Who will be here after 2020?
Who will be here after 2020? BruceWilley/gettyimages.com

Stock markets are not about economics. They are about sentiments. This lesson was taught repeatedly by the greatest economist of the 20th century, John Maynard Keynes, who was also a speculator. The question is not how the economy is doing, but how do speculators feel about the market? Or, more precisely, how do they feel other speculators feel about the future of the market? And so we have a huge stock market crash in Argentina, a country that elected a pro-austerity right-wing president, Mauricio Macri, in 2015. The market crashed badly because bondholders are convinced that Macri is a goner. He was trounced by the left in a recent primary, and the general feeling is that he will not win the election in October. The left is resurging. The country has clearly had enough of austerity. It is expected that Argentina will demand debt restructuring or will simply default, which has happened before.

But is something similar not also happening in the United States? The markets are in turmoil, and one explanation of this is President Donald Trump's aggressive trade policies. Another, which appeared today (Wednesday, August 14), is an alarming movement in the yield curve, which is watched very closely by speculators. It indicated that the market is demanding more interest for short-term Treasury debt and, also, that market players are moving to "safe" long-term debt, thereby forcing its value down. Again, it is not an indication of the state of economy but of sentiment. The inversion of the yield curve has spooked the easily spooked. But is this what they really fear? This inversion? I want to propose that there is a link between what is happening in Argentina and what is happening in the US.


Now, Trump is playing two games to stay in power. One is the fulfillment of every wish that Wall Street and the 1 percent have ever dreamed of. We are now learning that this segment of society robustly supports him and wants him to remain the president. They have never had it this good. The twin brother of the presidential candidate Julián Castro, Rep. Joaquin Castro, can be thanked for making this fact (Trump's main supporters—the very rich) very public. The economist Paul Krugman's August 12 article, "Useful Idiots and Trumpist Billionaires: Greed, ego and willful blindness at the top," went viral. These primary supporters have finally become visible. But what we mostly see and talk about (particularly on CNN) is Trump's other, more mundane supporters, which tend to be white, working class, and excited by his tough immigration policies and attacks on noted people of color.

But what we have yet to properly consider is this: Speculators might presently be convinced that Trump will not win reelection, and if this sentiment is indeed the case, then we can expect it to also roil the markets. Trump's last two months have been terrible. As the job of keeping his base excited demands more vitriol, the link between him and his primary supporters, the billionaires, is becoming more embarrassing. This explains the sharp reaction to Joaquin Castro's exposure of his supporters and the popularity of Krugman's recent column. It is not hard to believe that the feeling among speculators is that Trump's juggling act is doomed, and so they are already terrified about the rise of not just of the center-left (Joe Biden), but what it perceives as the far left (Bernie Sanders, Elizabeth Warren). This was the devil's bargain that came with Trumporia. The billionaire class got everything it wanted, but at the cost of anything that resembled decency.

If examined closely, one will see that, structurally, the political/economic situation in the US is not that different from the one that's turning Argentina upside down. The bondholders in that South American country are freaking out about the return of the anti-austerity left, who lost power in 2015. In the US, speculators are freaking out about a leftist resurgence that, when it claims power, will, unlike Barack Obama, show no mercy to billionaires. The market crash in Argentina is the "2nd-biggest crash since 1950 for any stock market." What will Trump's crash be like in the United States?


WHAT NEEDS TO BE DONE: Where the word "FRED" occurs in a line of the listing, please copy the line.

SOURCE INFORMATION:
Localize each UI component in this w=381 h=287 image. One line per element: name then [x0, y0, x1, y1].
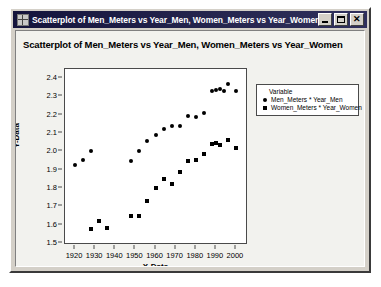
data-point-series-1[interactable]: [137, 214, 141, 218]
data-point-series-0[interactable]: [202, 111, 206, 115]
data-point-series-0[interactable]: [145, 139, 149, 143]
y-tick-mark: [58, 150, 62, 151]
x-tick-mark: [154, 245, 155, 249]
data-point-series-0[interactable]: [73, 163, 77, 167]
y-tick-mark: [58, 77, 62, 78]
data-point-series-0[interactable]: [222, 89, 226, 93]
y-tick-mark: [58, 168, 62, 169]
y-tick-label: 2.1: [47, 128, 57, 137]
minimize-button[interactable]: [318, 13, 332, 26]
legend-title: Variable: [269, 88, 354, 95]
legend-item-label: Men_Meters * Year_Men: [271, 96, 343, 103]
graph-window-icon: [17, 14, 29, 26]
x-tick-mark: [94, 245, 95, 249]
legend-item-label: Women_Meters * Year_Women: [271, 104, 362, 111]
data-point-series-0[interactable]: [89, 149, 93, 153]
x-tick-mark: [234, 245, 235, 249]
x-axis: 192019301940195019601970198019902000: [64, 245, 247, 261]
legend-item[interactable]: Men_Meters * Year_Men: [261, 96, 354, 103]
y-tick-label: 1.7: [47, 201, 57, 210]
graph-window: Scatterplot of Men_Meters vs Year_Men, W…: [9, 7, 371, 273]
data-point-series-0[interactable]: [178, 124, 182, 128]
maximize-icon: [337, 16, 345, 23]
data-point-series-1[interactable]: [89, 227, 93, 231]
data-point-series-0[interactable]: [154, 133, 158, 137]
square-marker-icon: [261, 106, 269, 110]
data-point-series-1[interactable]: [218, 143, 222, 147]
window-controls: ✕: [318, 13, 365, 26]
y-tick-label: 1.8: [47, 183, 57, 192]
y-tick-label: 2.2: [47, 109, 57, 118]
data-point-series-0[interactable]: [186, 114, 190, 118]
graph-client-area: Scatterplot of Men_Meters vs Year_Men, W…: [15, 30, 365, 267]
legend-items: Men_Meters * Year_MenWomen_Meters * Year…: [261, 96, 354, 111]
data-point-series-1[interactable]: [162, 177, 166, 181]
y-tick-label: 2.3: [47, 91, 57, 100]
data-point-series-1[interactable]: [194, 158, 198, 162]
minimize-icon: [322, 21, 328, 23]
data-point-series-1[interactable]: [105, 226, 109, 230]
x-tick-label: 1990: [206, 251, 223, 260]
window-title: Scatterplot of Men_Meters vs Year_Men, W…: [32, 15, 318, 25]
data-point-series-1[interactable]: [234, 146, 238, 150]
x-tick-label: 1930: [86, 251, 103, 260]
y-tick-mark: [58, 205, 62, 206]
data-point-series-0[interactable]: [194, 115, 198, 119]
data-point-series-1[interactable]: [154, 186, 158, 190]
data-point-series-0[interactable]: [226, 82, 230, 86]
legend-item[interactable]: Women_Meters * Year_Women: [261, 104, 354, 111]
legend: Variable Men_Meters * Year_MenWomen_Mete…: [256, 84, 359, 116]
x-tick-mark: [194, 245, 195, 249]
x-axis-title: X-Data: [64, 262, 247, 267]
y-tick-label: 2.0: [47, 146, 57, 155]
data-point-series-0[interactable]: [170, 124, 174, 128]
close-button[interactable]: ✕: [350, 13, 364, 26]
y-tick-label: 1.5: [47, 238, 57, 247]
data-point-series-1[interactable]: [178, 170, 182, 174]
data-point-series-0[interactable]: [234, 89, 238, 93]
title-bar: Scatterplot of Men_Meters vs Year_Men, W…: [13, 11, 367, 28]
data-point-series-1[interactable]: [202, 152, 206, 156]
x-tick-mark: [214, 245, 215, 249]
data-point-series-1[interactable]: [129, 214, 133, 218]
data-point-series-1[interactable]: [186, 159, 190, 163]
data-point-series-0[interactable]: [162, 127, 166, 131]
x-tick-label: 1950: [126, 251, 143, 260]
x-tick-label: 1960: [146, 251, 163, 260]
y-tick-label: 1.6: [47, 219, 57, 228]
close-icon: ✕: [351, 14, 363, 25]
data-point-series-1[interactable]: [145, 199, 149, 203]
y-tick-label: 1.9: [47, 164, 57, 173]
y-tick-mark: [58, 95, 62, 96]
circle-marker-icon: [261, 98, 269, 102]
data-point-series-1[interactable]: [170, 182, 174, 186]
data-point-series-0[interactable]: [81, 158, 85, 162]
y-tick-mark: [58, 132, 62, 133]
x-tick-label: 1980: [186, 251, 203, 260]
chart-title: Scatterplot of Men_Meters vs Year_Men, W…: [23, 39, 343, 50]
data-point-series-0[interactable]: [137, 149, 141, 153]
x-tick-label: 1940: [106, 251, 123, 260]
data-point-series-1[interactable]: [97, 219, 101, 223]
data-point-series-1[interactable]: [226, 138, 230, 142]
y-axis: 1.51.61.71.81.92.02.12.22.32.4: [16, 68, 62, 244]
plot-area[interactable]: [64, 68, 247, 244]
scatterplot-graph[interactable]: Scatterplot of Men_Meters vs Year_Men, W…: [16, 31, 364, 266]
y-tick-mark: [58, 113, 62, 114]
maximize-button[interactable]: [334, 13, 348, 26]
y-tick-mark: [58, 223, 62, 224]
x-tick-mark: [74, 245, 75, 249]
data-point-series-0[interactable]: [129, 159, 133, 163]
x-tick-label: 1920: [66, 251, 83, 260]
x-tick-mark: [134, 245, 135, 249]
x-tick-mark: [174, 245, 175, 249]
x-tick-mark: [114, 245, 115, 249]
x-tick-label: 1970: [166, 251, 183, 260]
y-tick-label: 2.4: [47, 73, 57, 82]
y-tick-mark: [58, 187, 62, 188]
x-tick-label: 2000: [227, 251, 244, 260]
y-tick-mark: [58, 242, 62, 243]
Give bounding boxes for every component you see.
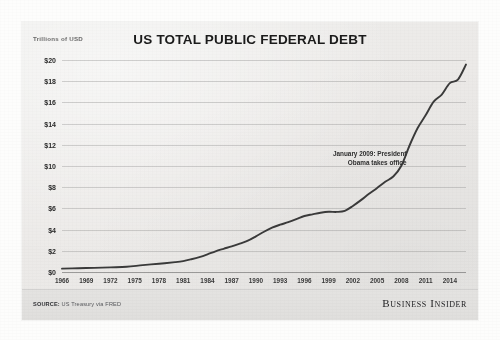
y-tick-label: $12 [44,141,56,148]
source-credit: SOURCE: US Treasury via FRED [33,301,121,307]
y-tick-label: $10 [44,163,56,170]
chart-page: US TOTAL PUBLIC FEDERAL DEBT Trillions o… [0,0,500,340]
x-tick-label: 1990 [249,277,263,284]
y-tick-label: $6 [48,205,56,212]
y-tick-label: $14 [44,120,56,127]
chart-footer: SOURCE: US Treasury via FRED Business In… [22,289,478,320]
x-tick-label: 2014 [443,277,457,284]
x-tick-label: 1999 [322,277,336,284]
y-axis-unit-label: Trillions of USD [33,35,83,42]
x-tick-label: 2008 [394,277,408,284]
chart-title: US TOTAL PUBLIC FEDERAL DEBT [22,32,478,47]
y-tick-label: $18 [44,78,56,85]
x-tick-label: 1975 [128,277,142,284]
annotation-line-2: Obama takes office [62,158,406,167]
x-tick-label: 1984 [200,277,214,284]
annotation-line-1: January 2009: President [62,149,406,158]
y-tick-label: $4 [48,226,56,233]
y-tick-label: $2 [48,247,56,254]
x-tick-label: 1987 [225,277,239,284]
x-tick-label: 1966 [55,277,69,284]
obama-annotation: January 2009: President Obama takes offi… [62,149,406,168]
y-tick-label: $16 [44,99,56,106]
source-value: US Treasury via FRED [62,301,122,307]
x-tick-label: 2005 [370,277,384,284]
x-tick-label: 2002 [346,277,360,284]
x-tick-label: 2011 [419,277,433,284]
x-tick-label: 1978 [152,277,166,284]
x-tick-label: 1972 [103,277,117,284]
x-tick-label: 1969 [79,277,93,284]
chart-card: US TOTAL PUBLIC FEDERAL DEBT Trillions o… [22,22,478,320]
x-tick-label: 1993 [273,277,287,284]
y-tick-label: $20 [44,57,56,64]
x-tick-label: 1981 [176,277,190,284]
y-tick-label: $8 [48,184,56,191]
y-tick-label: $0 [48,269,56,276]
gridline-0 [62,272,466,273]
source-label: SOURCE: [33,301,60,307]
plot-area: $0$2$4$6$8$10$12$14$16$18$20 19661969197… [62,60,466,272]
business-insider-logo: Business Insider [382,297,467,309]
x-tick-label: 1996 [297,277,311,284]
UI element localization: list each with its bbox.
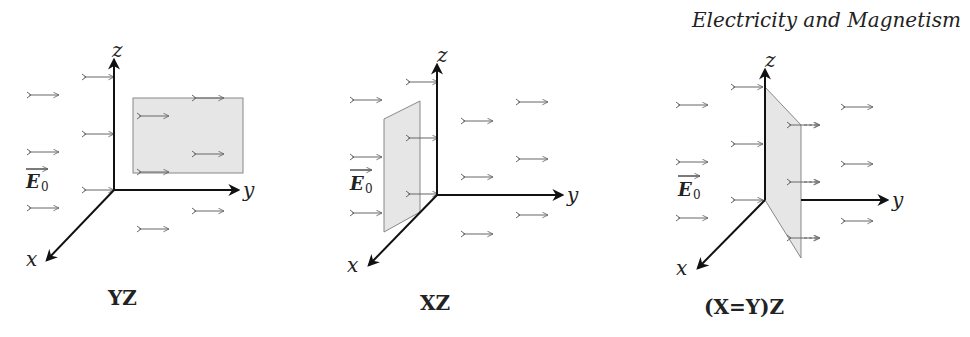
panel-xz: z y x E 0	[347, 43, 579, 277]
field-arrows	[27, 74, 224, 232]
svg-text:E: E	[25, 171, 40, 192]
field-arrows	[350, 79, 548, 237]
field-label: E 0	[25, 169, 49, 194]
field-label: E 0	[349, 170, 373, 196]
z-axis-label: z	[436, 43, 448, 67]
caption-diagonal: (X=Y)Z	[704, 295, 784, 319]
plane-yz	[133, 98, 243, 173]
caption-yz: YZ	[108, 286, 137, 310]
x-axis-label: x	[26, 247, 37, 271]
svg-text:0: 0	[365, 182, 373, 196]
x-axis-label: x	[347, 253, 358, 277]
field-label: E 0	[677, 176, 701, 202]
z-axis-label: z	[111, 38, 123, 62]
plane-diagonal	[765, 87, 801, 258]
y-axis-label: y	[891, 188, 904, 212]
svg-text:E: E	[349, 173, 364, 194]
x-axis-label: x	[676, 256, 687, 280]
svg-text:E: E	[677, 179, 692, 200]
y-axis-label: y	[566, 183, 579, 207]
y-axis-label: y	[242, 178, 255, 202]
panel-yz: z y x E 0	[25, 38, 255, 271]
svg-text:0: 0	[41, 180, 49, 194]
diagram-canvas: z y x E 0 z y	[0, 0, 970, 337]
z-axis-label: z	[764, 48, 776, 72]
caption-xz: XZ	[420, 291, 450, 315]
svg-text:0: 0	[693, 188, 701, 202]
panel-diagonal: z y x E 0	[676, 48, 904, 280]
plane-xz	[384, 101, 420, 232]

OUTPUT:
source-credit: SOURCE: US Treasury via FRED [33,301,121,307]
chart-footer: SOURCE: US Treasury via FRED Business In… [22,289,478,320]
source-value: US Treasury via FRED [62,301,122,307]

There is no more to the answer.